Avoiding bridge failures through prevention
The start-up Sensical seeks to use fibre-optical measurement technology to examine buildings and develop maintenance plans
Forty-three people died when a bridge collapsed in Geneva in mid-August. A ruptured cable was the likely cause. In Germany, too, the bad condition of many bridges regularly makes the headlines. In Berlin, many busy streets were congested due to a 28-metre-long and 2-millimetre-wide crack in the Elsen Bridge near Treptower Park, and damage to the Allende-Bridge in Berlin-Köpenick.
Andreas Künzel and Fritz Vogdt, two PhD construction engineers, are convinced that these types of disasters can be avoided. They are specialists for the assessment and monitoring of buildings. Their newly founded company Sensical aims at establishing a new method: fibre-optical strain measurement. When Künzel first discovered the method at a conference years ago, he quickly realised: “It’s ingenious. For identifying structural damage not only very early on but also precisely localising and quantifying it.”
The sensors are coated glass fibres, which are inserted into the concrete during construction, or applied to concrete slabs and steel beams. The impinging light is reflected and analysed by each fibre in a characteristic way. When the material surrounding the fibre is under stress, or a crack is looming, the fibre also expands. This helps to identify and precisely locate cracks and to ascertain their size. According to Künzel, this is the method’s main advantage: “We can find such flaws long before they become detectable during the regular visual inspections.”
However, it is not enough to merely collect data, no matter how precise they are. “The true added value lies in the right interpretation,” says Künzel. During their research, the founders of Sensical developed a software that combines the sensor data with complementary measurements, including temperature and a calculation model of the building, in order to ascertain its current and future condition and predict its life span. “We then develop maintenance plans based on this analysis. The goal should always be to initiate countermeasures before disaster strikes, damage becomes irreparable, and bridges and buildings have to be closed, or even demolished.”
Sensical is a new professional start for Künzel – after years spent in research and almost a decade of experience with his own engineering firm. “That firm basically founded itself because partners from the industry required our expertise all the time anyway,” he says. Sensical, on the other hand, offers a product and a specialised service, which must be marketed first. It helps to have good connections to the industry and tailwind from the current headlines on collapsing bridges.
During the past months, Künzel and Vogdt continued to improve their method and to test and document its potential and limitations with a series of measurements. Now they are looking for their first real reference project to demonstrate the effectiveness of Sensical on a larger scale.
The two scientists feel at home in Adlershof. On the one hand, the campus atmosphere cushioned their transition from research to the business sector. On the other hand, they benefit from the many on-campus photonics experts, discussing technical issues and safeguarding the continuous improvement of their system in the future. Moreover, they expect the campus atmosphere to inspire them to identify new fields of application (e.g., electronics) for their highly precise, small and cost-efficient technology.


#### INSTRUCTIONS TO FOLLOW:
The output is a word-for-word repeat of the listing below, free of images.

○ ○ ○ ○ ○ ○ ○

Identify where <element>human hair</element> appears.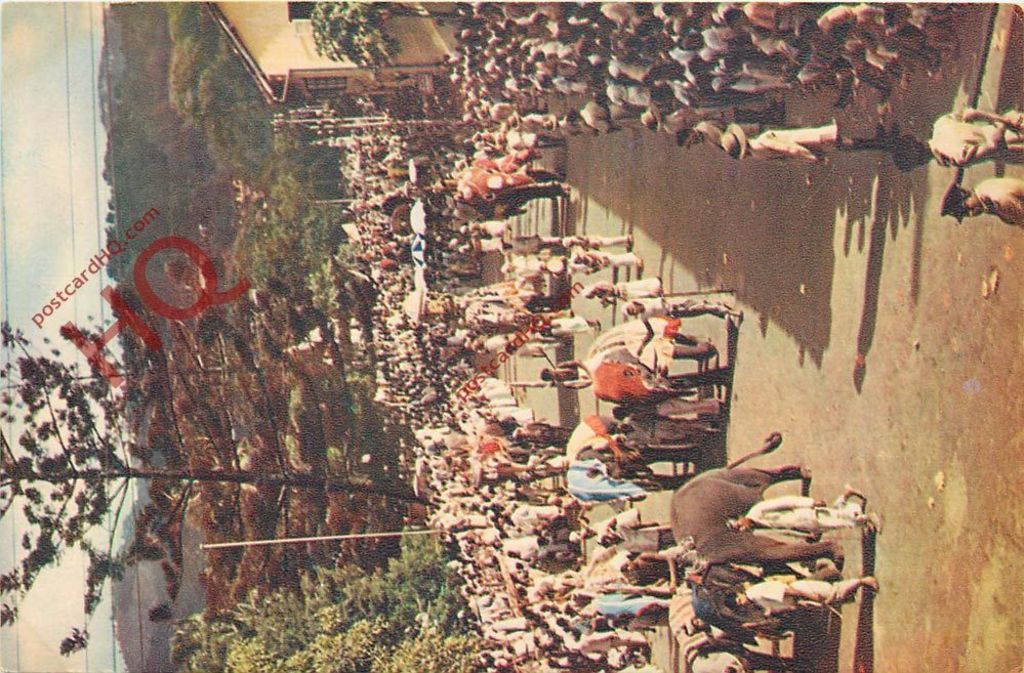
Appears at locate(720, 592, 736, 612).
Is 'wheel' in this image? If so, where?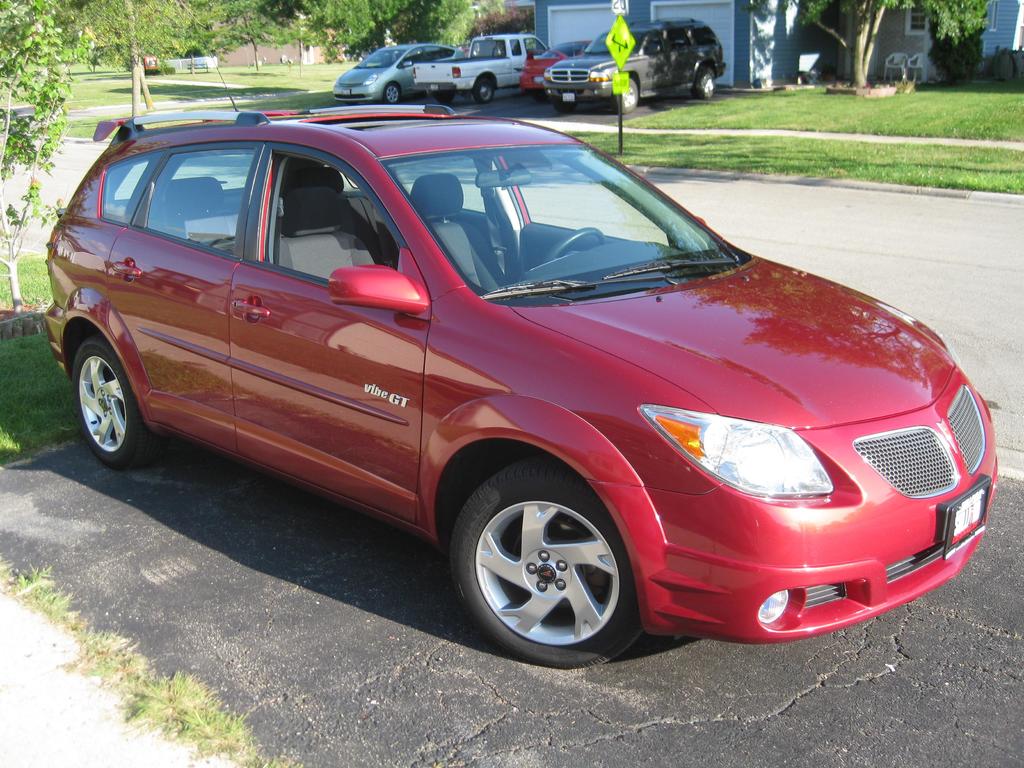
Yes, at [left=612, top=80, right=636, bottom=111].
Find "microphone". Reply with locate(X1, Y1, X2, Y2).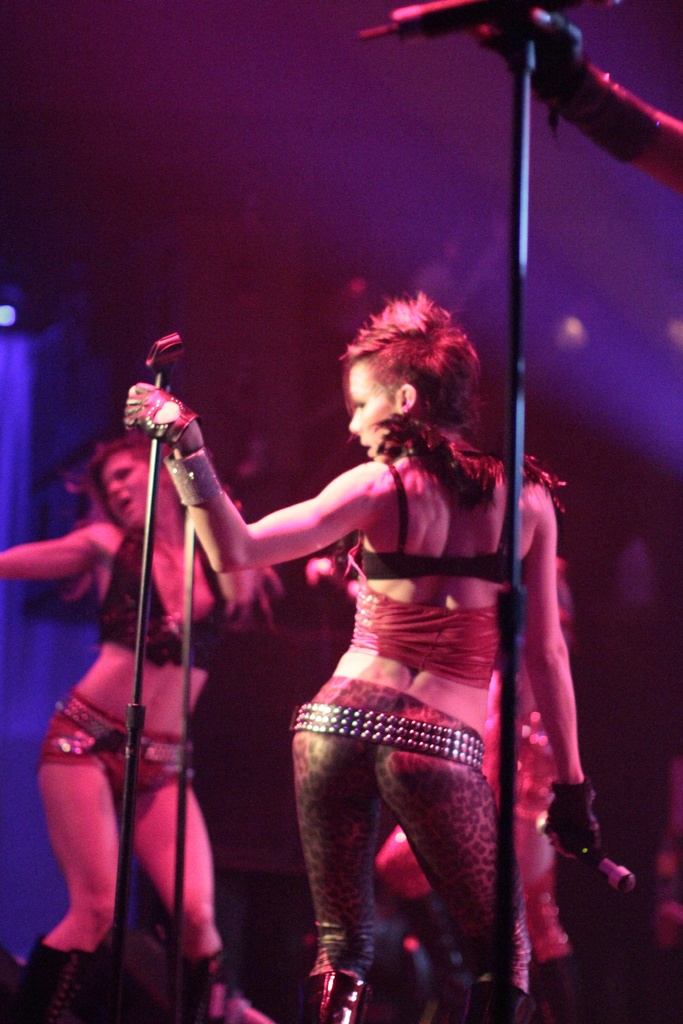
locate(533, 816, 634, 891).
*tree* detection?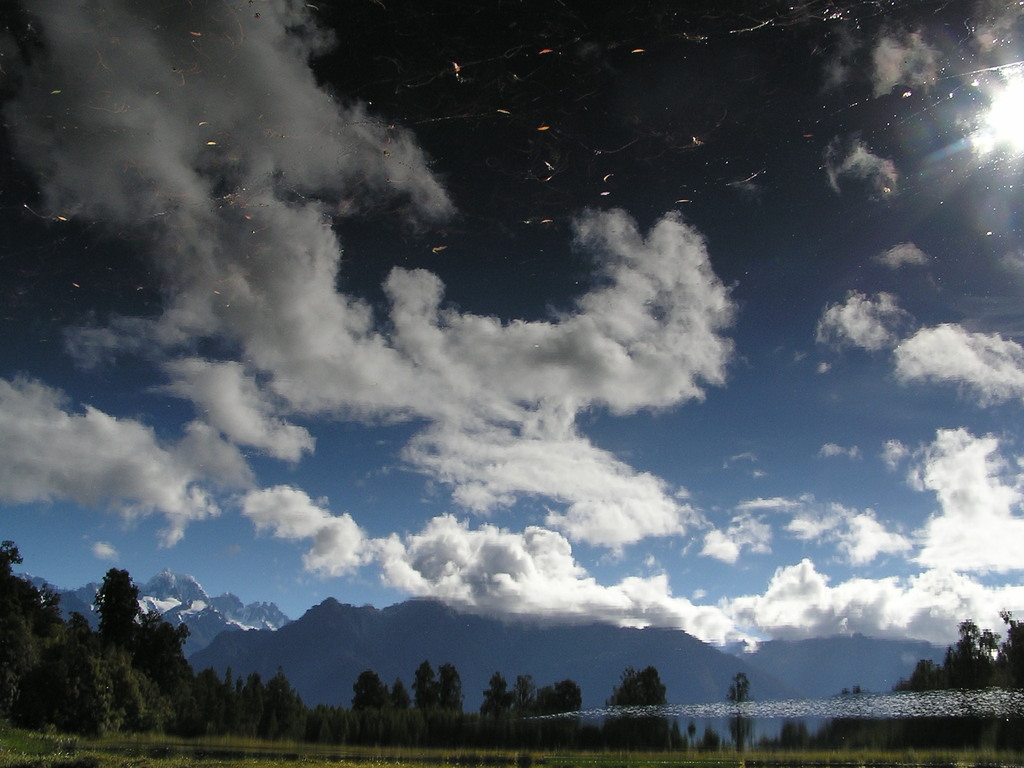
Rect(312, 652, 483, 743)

○ ○ ○ ○ ○ ○ ○

#### RESPONSE BOX:
Identify where <element>human hair</element> appears.
Appears at locate(720, 592, 736, 612).
Is 'wheel' in this image? If so, where?
Yes, at [left=612, top=80, right=636, bottom=111].
Find "microphone". Reply with locate(X1, Y1, X2, Y2).
locate(533, 816, 634, 891).
*tree* detection?
Rect(312, 652, 483, 743)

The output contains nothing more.